For the vast majority of organisations, the concept of selling remains hiring reps, giving them cars, mobile phones and if they’re lucky, a list of prospects.  Sales process is making sure they make 20 calls a day and log their activities in the CRM system.  A surprisingly small but steadily growing number of companies are beginning to understand there’s a lot more to top line success and are embedding“process” into every part of their marketing and selling DNA – just like Quentin Tarantino or James Cameron making  the next Hollywood blockbuster.  But the vast majority are still lost in the fog

Growth is back on the agenda

As the global economic recovery spits and stutters and memories of the GFC continue to fade, accountants are relinquishing their collective grip on the reins and organic growth is firmly back on the agenda.  Recent surveys released by ANZ Bank and PwC both confirm that growing revenue and finding enough of the right people to do that are firmly back at the top of strategic priorities for CEO’s and their Boards.

Growth may be back on the agenda, but selling has never been more difficult.

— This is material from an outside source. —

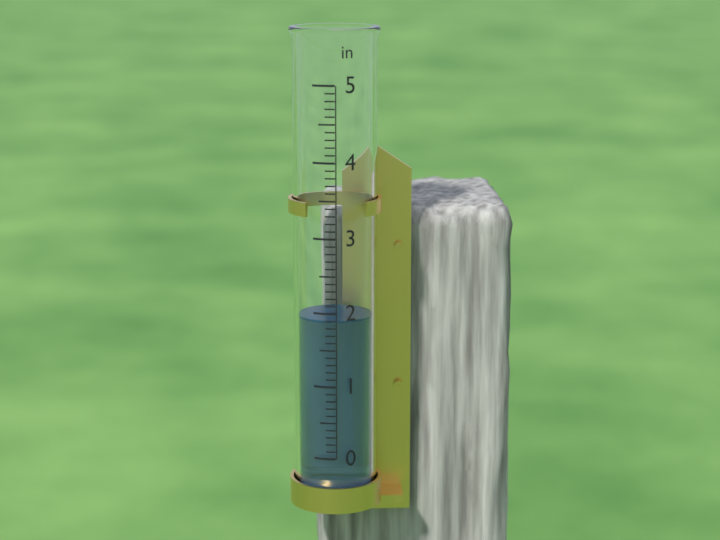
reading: 1.9 in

It has never, ever been more difficult to sell – anything – period.  Whether you’re selling state-owned utilities, sophisticated technology solutions, mechanical widgets or professional services, the cards have never been so heavily stacked against making the sale.  If you don’t believe that, consider that in 2018 fewer than two of every 100 sales leads convert into buying customers.  And like it or not, that statistic is unlikely to change any time soon.

Consider the following statistics:

•  Sixty two percent of sales people now fail to make their quotas;

•  Sixty eight percent of organizations fail to make their annual revenue target;

•  Eighty eight percent of sales opportunities fail to close as forecasted; and

•  Sixty eight percent of sales leads are never followed up by sales.

These numbers have significant implications for Boards and CEO’s still calling out double-digit targets for revenue growth over the next 2-3 years.

Old thinking won't solve new problems

Albert Einstein once famously said, “A fix using the same thinking that created the problem will only ever be a  band-aid.”

For the last forty years, the tonic of choice for the ailing company top line has been either more training for the sales force or another dose of technology.  As often as not, this has been accompanied by the departure of the previous sales manager and a few sales reps and the arrival of shiny new ones – with the cycle repeating itself every few years.

Since the late 1990’s Customer Relationship Management (“CRM”) systems have challenged sales training as the panacea for the problem of how to grow revenues.  More recently , analytics has stepped in to the frame as CRM has failed to deliver on vendor’s much hyped promises of all kinds of success.  Global vendors including the likes of Siebel, SAP, Oracle and Salesforce.com have come to market with ever more advanced technology offers promising the Holy Grail – consistent top line growth.

With that level of investment being thrown at a problem, one would have expected it to be well and truly licked by now.  Well – it isn’t.  In that same period the average conversion rate of revenue  pipelines fell by nearly 100% to be 1.92%  by the end of 2017..  For every 100 selling opportunities that began their journey as “leads”, less than two resulted in closed sales and revenue.

Screen Shot 2018-11-30 at 5.04.35 PM.png

And yet as their companies push on in the quests for growth, many CEO’s and Sales Directors are still turning back to the training and technology “silver bullets” unaware that the world has moved on and the challenges they face in growing their top lines in the 21st century, are beyond the scope of the same old one-dimensional approaches that failed just as badly in the 20th century.

Business process and performance measurement

The answers to the revenue performance dilemma have actually been readily apparent for some time.  And they’ve been applied successfully to every other aspect of business for decades.

For success in anything to be sustainable it must be repeatable.  And for  anything to be repeatable there must be a process.  And that process can and should be measured.  Hollywood producers and directors get it.  CEO’s and their Sales Directors are starting to to as well.